*** MATERIAL FOR THE TASK ***

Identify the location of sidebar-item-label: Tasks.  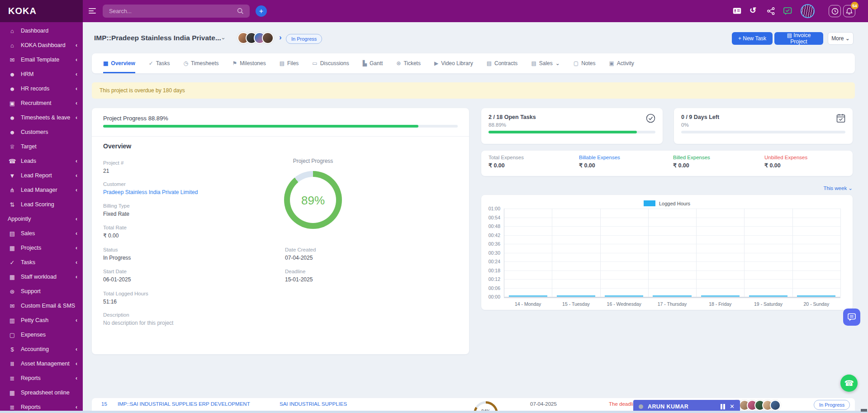
(28, 262).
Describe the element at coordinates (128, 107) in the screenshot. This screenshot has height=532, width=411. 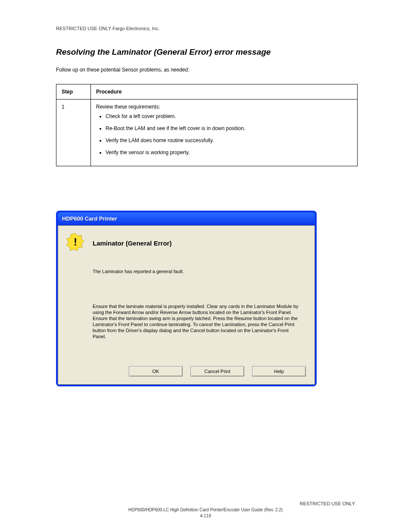
I see `procedure-intro: Review these requirements:` at that location.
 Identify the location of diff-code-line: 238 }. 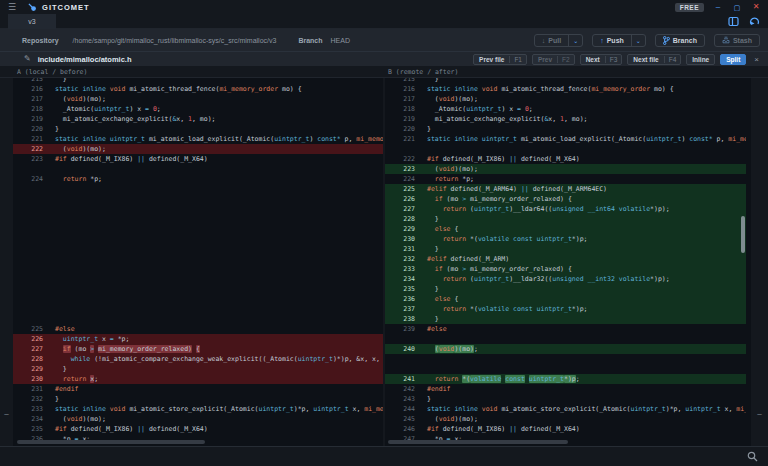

*** End of MATERIAL FOR THE TASK ***

[EXERCISE DIRECTIONS]
Copy all records exactly; omit images.

[WRITTEN RESPONSE]
Identify the location of sidebar-item-label: Tasks.  
(28, 262).
Describe the element at coordinates (128, 107) in the screenshot. This screenshot has height=532, width=411. 
I see `procedure-intro: Review these requirements:` at that location.
 Identify the location of diff-code-line: 238 }. 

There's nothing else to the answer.